Jason de Runa: Human-Computer Interaction Design

Prepping for CHI

Categories: design, graduate school, learning

The teams have been formed, research is underway, and the brainstorming process has begun. The initial stages for our CHI 2008 project is well on its way. This weekend I spent most of my time in focus group discussions and team meeting analyzing our data. Sadly, I ended up catching a fever on Friday night due to the cold climate conditions and being sleep deprived. As a graduate student, you just hope things don’t get worse and keep on truckin’.

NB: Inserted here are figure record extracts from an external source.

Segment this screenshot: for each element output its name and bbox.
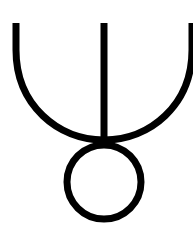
- fork-over-circle-symbol-icon: [0, 0, 193, 248]
- bottom-circle: [67, 145, 141, 219]
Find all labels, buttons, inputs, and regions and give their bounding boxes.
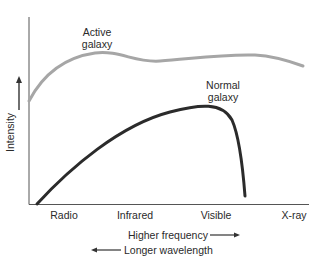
tick-radio: Radio [50,209,77,221]
wavelength-arrow-head [91,248,97,253]
normal-label-line1: Normal [206,79,240,91]
frequency-arrow-head [234,233,240,238]
chart-canvas [0,0,318,267]
active-galaxy-curve [29,53,303,101]
longer-wavelength-label: Longer wavelength [124,244,213,256]
intensity-arrow-head [16,76,22,83]
normal-label-line2: galaxy [206,91,240,103]
higher-frequency-label: Higher frequency [128,229,208,241]
y-axis-label: Intensity [4,113,16,152]
active-galaxy-label: Active galaxy [82,26,112,50]
tick-xray: X-ray [281,209,306,221]
tick-infrared: Infrared [117,209,153,221]
active-label-line2: galaxy [82,38,112,50]
normal-galaxy-curve [37,106,245,204]
tick-visible: Visible [201,209,232,221]
active-label-line1: Active [82,26,112,38]
normal-galaxy-label: Normal galaxy [206,79,240,103]
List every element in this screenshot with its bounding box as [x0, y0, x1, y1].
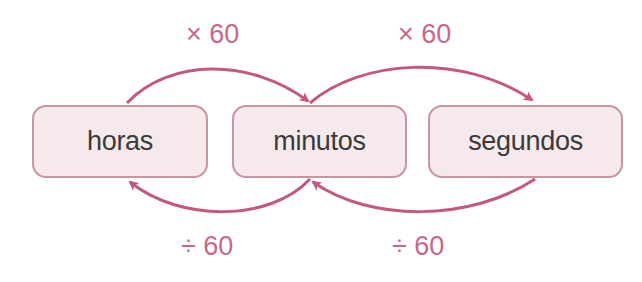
- unit-label: segundos: [468, 126, 583, 157]
- label-segundos-to-minutos: ÷ 60: [392, 231, 444, 261]
- arrow-horas-to-minutos: [127, 69, 308, 103]
- label-minutos-to-horas: ÷ 60: [181, 231, 233, 261]
- label-minutos-to-segundos: × 60: [398, 19, 451, 49]
- label-horas-to-minutos: × 60: [186, 19, 239, 49]
- unit-box-segundos: segundos: [428, 105, 623, 178]
- arrow-minutos-to-segundos: [310, 67, 532, 103]
- arrow-segundos-to-minutos: [313, 179, 535, 212]
- unit-box-minutos: minutos: [232, 105, 407, 178]
- unit-box-horas: horas: [32, 105, 208, 178]
- unit-label: minutos: [273, 126, 365, 157]
- unit-label: horas: [87, 126, 153, 157]
- arrow-minutos-to-horas: [130, 179, 310, 212]
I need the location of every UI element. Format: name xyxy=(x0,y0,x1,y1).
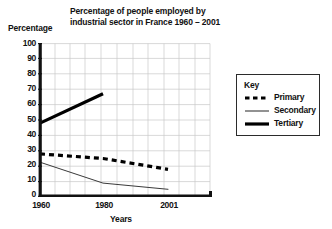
chart-title-line-1: Percentage of people employed by xyxy=(70,6,230,17)
plot-area xyxy=(38,43,212,197)
x-axis-title: Years xyxy=(110,214,132,224)
legend-item-primary: Primary xyxy=(244,92,318,104)
y-tick-30: 30 xyxy=(27,144,36,154)
y-tick-20: 20 xyxy=(27,159,36,169)
y-tick-60: 60 xyxy=(27,98,36,108)
y-axis-title: Percentage xyxy=(8,23,52,33)
y-tick-50: 50 xyxy=(27,114,36,124)
legend-box: Key Primary Secondary Tertiary xyxy=(236,74,320,136)
legend-title: Key xyxy=(244,80,259,90)
y-tick-10: 10 xyxy=(27,174,36,184)
legend-swatch-tertiary-solid-thick xyxy=(244,118,270,130)
legend-item-tertiary: Tertiary xyxy=(244,118,318,130)
plot-canvas xyxy=(38,43,212,197)
legend-label-primary: Primary xyxy=(274,92,304,102)
x-tick-2001: 2001 xyxy=(160,200,178,210)
legend-swatch-secondary-solid-thin xyxy=(244,105,270,117)
y-tick-100: 100 xyxy=(23,38,36,48)
chart-title: Percentage of people employed by industr… xyxy=(70,6,230,28)
legend-item-secondary: Secondary xyxy=(244,105,318,117)
y-tick-80: 80 xyxy=(27,68,36,78)
legend-swatch-primary-dashed xyxy=(244,92,270,104)
y-tick-70: 70 xyxy=(27,83,36,93)
y-tick-0: 0 xyxy=(32,189,36,199)
x-tick-1980: 1980 xyxy=(95,200,113,210)
chart-figure: Percentage of people employed by industr… xyxy=(0,0,332,229)
y-tick-90: 90 xyxy=(27,53,36,63)
x-tick-1960: 1960 xyxy=(32,200,50,210)
legend-label-tertiary: Tertiary xyxy=(274,118,303,128)
legend-label-secondary: Secondary xyxy=(274,105,316,115)
y-tick-40: 40 xyxy=(27,129,36,139)
series-line-tertiary xyxy=(40,94,103,123)
series-line-primary xyxy=(40,154,168,169)
y-axis-tick-labels: 100 90 80 70 60 50 40 30 20 10 0 xyxy=(12,38,36,198)
chart-title-line-2: industrial sector in France 1960 – 2001 xyxy=(70,17,230,28)
x-axis-tick-labels: 1960 1980 2001 xyxy=(0,200,232,214)
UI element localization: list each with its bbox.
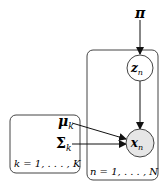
label-sigma: Σk <box>56 135 71 153</box>
label-pi: π <box>134 5 146 21</box>
graphical-model-diagram: π zn xn μk Σk k = 1, . . . , K n = 1, . … <box>0 0 168 195</box>
label-mu: μk <box>58 113 74 131</box>
plate-k-label: k = 1, . . . , K <box>14 158 81 169</box>
plate-n-label: n = 1, . . . , N <box>90 166 159 177</box>
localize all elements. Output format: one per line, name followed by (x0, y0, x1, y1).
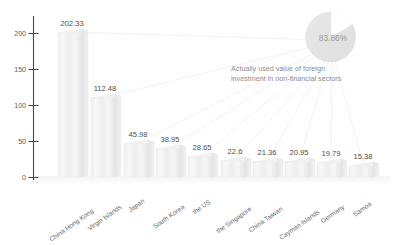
bar-item[interactable]: 28.65 (188, 143, 218, 177)
bar-side-face (82, 29, 88, 177)
bar-side-face (341, 159, 347, 177)
x-axis-category-labels: China Hong Kong Virgin Islands Japan Sou… (48, 197, 373, 244)
bar-side-face (115, 94, 121, 177)
connector-line (331, 57, 332, 162)
bar-item[interactable]: 19.79 (317, 149, 347, 177)
pie-annotation: Actually used value of foreign investmen… (231, 64, 342, 83)
category-label: Samoa (351, 200, 372, 218)
bar-front-face (91, 98, 115, 177)
bar-side-face (277, 158, 283, 177)
bar-front-face (285, 162, 309, 177)
category-label: Virgin Islands (86, 203, 123, 233)
bar-front-face (58, 33, 82, 177)
y-tick-label: 50 (18, 138, 26, 145)
y-tick-100: 100 (14, 102, 38, 109)
bar-side-face (245, 157, 251, 177)
chart-floor-shadow (32, 176, 390, 185)
bar-value-label: 28.65 (192, 143, 211, 152)
category-label: Japan (127, 197, 147, 214)
bar-chart-with-pie-inset: 200 150 100 50 0 (0, 0, 397, 245)
bar-value-label: 20.95 (289, 148, 308, 157)
bar-side-face (373, 162, 379, 177)
bar-front-face (349, 166, 373, 177)
bar-front-face (317, 163, 341, 177)
annotation-line-1: Actually used value of foreign (231, 64, 325, 73)
bar-front-face (188, 157, 212, 177)
bar-value-label: 38.95 (160, 135, 179, 144)
bar-item[interactable]: 15.38 (349, 152, 379, 177)
category-label: Germany (319, 203, 346, 226)
y-tick-200: 200 (14, 30, 38, 37)
bar-front-face (253, 162, 277, 177)
y-tick-label: 100 (14, 102, 26, 109)
category-label: China Taiwan (247, 205, 284, 234)
bar-front-face (156, 149, 180, 177)
category-label: the Singapore (215, 205, 253, 235)
connector-line (138, 48, 325, 143)
bar-value-label: 45.98 (128, 130, 147, 139)
annotation-line-2: investment in non-financial sectors (231, 74, 342, 83)
pie-inset[interactable]: 83.86% (306, 12, 356, 62)
bar-front-face (221, 161, 245, 177)
y-tick-150: 150 (14, 66, 38, 73)
y-tick-50: 50 (18, 138, 38, 145)
pie-percentage-label: 83.86% (319, 33, 348, 43)
bar-side-face (309, 158, 315, 177)
connector-line (72, 32, 324, 40)
bar-side-face (212, 153, 218, 177)
y-axis: 200 150 100 50 0 (14, 16, 38, 181)
category-label: Cayman Islands (278, 208, 322, 242)
bar-side-face (180, 145, 186, 177)
bar-front-face (124, 144, 148, 177)
bar-side-face (148, 140, 154, 177)
bar-value-label: 21.36 (257, 148, 276, 157)
bar-value-label: 19.79 (321, 149, 340, 158)
bar-item[interactable]: 112.48 (91, 84, 121, 177)
bar-value-label: 22.6 (228, 147, 243, 156)
bar-item[interactable]: 22.6 (221, 147, 251, 177)
bar-value-label: 112.48 (94, 84, 117, 93)
bar-item[interactable]: 202.33 (58, 19, 88, 177)
category-label: the US (191, 198, 212, 216)
bar-value-label: 15.38 (353, 152, 372, 161)
bar-item[interactable]: 38.95 (156, 135, 186, 177)
bar-item[interactable]: 21.36 (253, 148, 283, 177)
category-label: South Korea (152, 203, 186, 230)
bar-item[interactable]: 20.95 (285, 148, 315, 177)
y-tick-label: 150 (14, 66, 26, 73)
y-tick-label: 0 (22, 174, 26, 181)
chart-container: 200 150 100 50 0 (0, 0, 397, 245)
bar-value-label: 202.33 (60, 19, 83, 28)
y-tick-label: 200 (14, 30, 26, 37)
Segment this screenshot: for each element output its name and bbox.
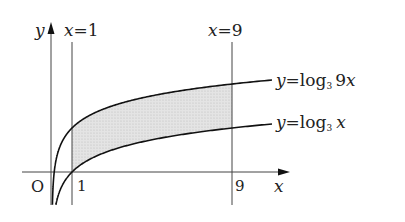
origin-label: O: [31, 177, 44, 196]
x-axis-arrow-icon: [278, 169, 290, 176]
label-y-log3-x: y=log3x: [275, 112, 346, 133]
label-x-equals-1: x=1: [64, 20, 99, 40]
y-axis-label: y: [34, 20, 45, 40]
x-axis-label: x: [274, 176, 284, 196]
x-tick-1: 1: [77, 177, 87, 195]
y-axis-arrow-icon: [48, 22, 55, 34]
label-y-log3-9x: y=log39x: [275, 70, 356, 91]
label-x-equals-9: x=9: [208, 20, 243, 40]
log-area-diagram: y x O 1 9 x=1 x=9 y=log39x y=log3x: [0, 0, 405, 222]
shaded-region: [72, 84, 232, 172]
x-tick-9: 9: [235, 177, 245, 195]
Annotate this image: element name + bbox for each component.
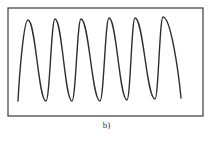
- figure-caption: b): [0, 119, 213, 131]
- waveform-curve: [18, 17, 181, 101]
- waveform-figure: b): [0, 0, 213, 142]
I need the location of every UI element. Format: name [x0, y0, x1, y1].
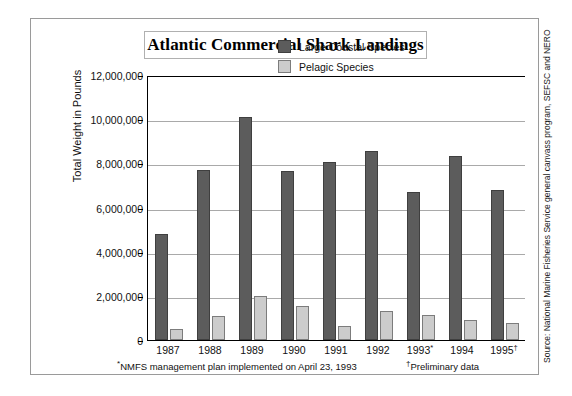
legend-item-pelagic: Pelagic Species	[278, 58, 443, 75]
bar-large-coastal-1992	[365, 151, 379, 340]
x-axis-tick-label: 1991	[324, 344, 347, 356]
plot-inner	[148, 77, 525, 340]
y-axis-tick-mark	[138, 253, 143, 254]
x-axis-tick-label: 1995†	[490, 344, 518, 356]
bar-large-coastal-1988	[197, 170, 211, 340]
y-axis-tick-mark	[138, 120, 143, 121]
y-axis-tick-mark	[138, 297, 143, 298]
legend-item-large-coastal: Large Coastal Species	[278, 38, 443, 55]
bar-pelagic-1990	[296, 306, 310, 340]
bar-large-coastal-1989	[239, 117, 253, 340]
gridline	[148, 121, 525, 122]
bar-pelagic-1992	[380, 311, 394, 340]
legend-label: Pelagic Species	[299, 61, 374, 73]
x-axis-tick-label: 1989	[240, 344, 263, 356]
bar-large-coastal-1993	[407, 192, 421, 340]
gridline	[148, 165, 525, 166]
y-axis-tick-mark	[138, 209, 143, 210]
bar-large-coastal-1991	[323, 162, 337, 340]
bar-pelagic-1994	[464, 320, 478, 340]
bar-pelagic-1991	[338, 326, 352, 340]
figure-frame: Atlantic Commercial Shark Landings 02,00…	[30, 18, 539, 375]
bar-pelagic-1993	[422, 315, 436, 340]
y-axis-title: Total Weight in Pounds	[71, 36, 83, 216]
y-axis-tick-mark	[138, 76, 143, 77]
y-axis-tick-label: 8,000,000	[96, 158, 143, 170]
bar-large-coastal-1995	[491, 190, 505, 340]
y-axis-tick-label: 2,000,000	[96, 291, 143, 303]
x-axis-tick-label: 1990	[282, 344, 305, 356]
x-axis-tick-labels: 1987198819891990199119921993*19941995†	[147, 344, 525, 360]
footnote-preliminary: †Preliminary data	[406, 361, 479, 372]
y-axis-tick-label: 12,000,000	[90, 70, 143, 82]
legend-swatch-icon	[278, 60, 291, 73]
bar-large-coastal-1994	[449, 156, 463, 340]
legend-swatch-icon	[278, 40, 291, 53]
y-axis-tick-mark	[138, 341, 143, 342]
x-axis-tick-label: 1992	[366, 344, 389, 356]
footnote-nmfs: *NMFS management plan implemented on Apr…	[117, 361, 357, 372]
legend-label: Large Coastal Species	[299, 41, 405, 53]
footnote-nmfs-text: NMFS management plan implemented on Apri…	[120, 361, 357, 372]
chart-legend: Large Coastal SpeciesPelagic Species	[278, 38, 443, 78]
x-axis-tick-label: 1994	[450, 344, 473, 356]
y-axis-tick-mark	[138, 164, 143, 165]
y-axis-tick-label: 10,000,000	[90, 114, 143, 126]
bar-pelagic-1989	[254, 296, 268, 340]
bar-pelagic-1988	[212, 316, 226, 340]
bar-pelagic-1987	[170, 329, 184, 340]
x-axis-tick-label: 1987	[156, 344, 179, 356]
source-note: Source: National Marine Fisheries Servic…	[542, 33, 552, 363]
y-axis-tick-label: 4,000,000	[96, 247, 143, 259]
bar-large-coastal-1990	[281, 171, 295, 340]
bar-pelagic-1995	[506, 323, 520, 340]
plot-area	[147, 76, 525, 341]
footnote-preliminary-text: Preliminary data	[410, 361, 479, 372]
y-axis-tick-label: 6,000,000	[96, 203, 143, 215]
x-axis-tick-label: 1993*	[407, 344, 433, 356]
y-axis-tick-labels: 02,000,0004,000,0006,000,0008,000,00010,…	[77, 76, 143, 341]
x-axis-tick-label: 1988	[198, 344, 221, 356]
bar-large-coastal-1987	[155, 234, 169, 340]
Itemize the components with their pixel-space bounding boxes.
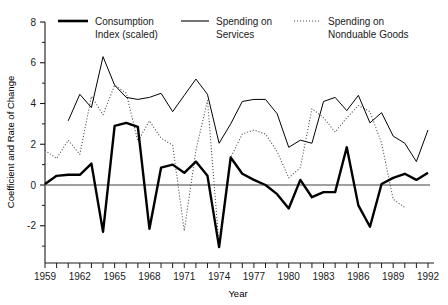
chart-svg: -202468 19591962196519681971197419771980… (0, 0, 448, 305)
x-axis-tick-labels: 1959196219651968197119741977198019831986… (34, 271, 440, 282)
y-tick-label: 2 (30, 139, 36, 150)
y-tick-label: -2 (27, 220, 36, 231)
legend-label-consumption-index-line2: Index (scaled) (95, 29, 158, 40)
x-tick-label: 1959 (34, 271, 57, 282)
chart-legend: Consumption Index (scaled) Spending on S… (58, 16, 409, 40)
y-tick-label: 6 (30, 57, 36, 68)
y-tick-label: 0 (30, 180, 36, 191)
y-axis-ticks (40, 22, 45, 246)
x-tick-label: 1968 (138, 271, 161, 282)
legend-label-services-line1: Spending on (216, 16, 272, 27)
legend-label-services-line2: Services (216, 29, 254, 40)
x-axis-title: Year (228, 288, 247, 299)
y-axis-title: Coefficient and Rate of Change (5, 76, 16, 208)
chart-figure: -202468 19591962196519681971197419771980… (0, 0, 448, 305)
y-axis-tick-labels: -202468 (27, 17, 36, 232)
x-tick-label: 1980 (278, 271, 301, 282)
x-tick-label: 1989 (382, 271, 405, 282)
x-tick-label: 1986 (347, 271, 370, 282)
y-tick-label: 4 (30, 98, 36, 109)
x-tick-label: 1974 (208, 271, 231, 282)
legend-label-consumption-index-line1: Consumption (95, 16, 154, 27)
x-tick-label: 1992 (417, 271, 440, 282)
series-line-services (68, 57, 428, 162)
legend-label-nondurable-goods-line2: Nonduable Goods (328, 29, 409, 40)
x-axis-ticks (45, 263, 428, 268)
x-tick-label: 1983 (312, 271, 335, 282)
x-tick-label: 1962 (69, 271, 92, 282)
legend-label-nondurable-goods-line1: Spending on (328, 16, 384, 27)
x-tick-label: 1977 (243, 271, 266, 282)
y-tick-label: 8 (30, 17, 36, 28)
series-group (45, 57, 428, 248)
x-tick-label: 1965 (104, 271, 127, 282)
x-tick-label: 1971 (173, 271, 196, 282)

For those unfamiliar, CHI is an international academic conference for human-computer interaction. Our four-person team will be participating in the student design competition where we will be competing against universities across the globe. In summary, the design problem is to design an object, interface, system, or service intended to support the state of living without a house. Using methods of ethnography and contextual research to understand the problem space, and develop user-centered design solutions to support, assist, enhance or otherwise benefit your target audience. The solution could address the environmental state of being without a house, including issues of physical sustenance and safety, or it could investigate the emotional, social and cultural needs of this group of people.

One dilemma that many designers will face is dealing with the University’s Human Subject Committee (HSC) policies. Under HSC, the homeless is a “vulnerable population” and a protected group. Therefore, we cannot include any data directly retrieved from the homeless population in our research. Due to these restrictions, its essential for groups to become creative in their research.

Since we cannot obtain information from the homeless directly, many of the design teams decided that it was to their best interest if they gathered data indirectly. To get around the HSC issue, our research will be based from people who have direct contact with the homeless. This includes social services agencies, government administration, homeless shelters employees, food bank distributors, and other government organizations that support the homeless. I have some other methods in mind such as cultural probes, but I need to verify with HSC if the method violates any of their policies.

Indiana University is known to place in the top twelve the past couple of years at CHI. In many ways this is great for our HCI/d program, but it does produce a lot of pressure to this incoming class of first-year graduate students. However, I welcome the challenge and look forward to what the future may hold for our team.

It will be interesting to see how many teams from Indiana University will place in the top 10 this year.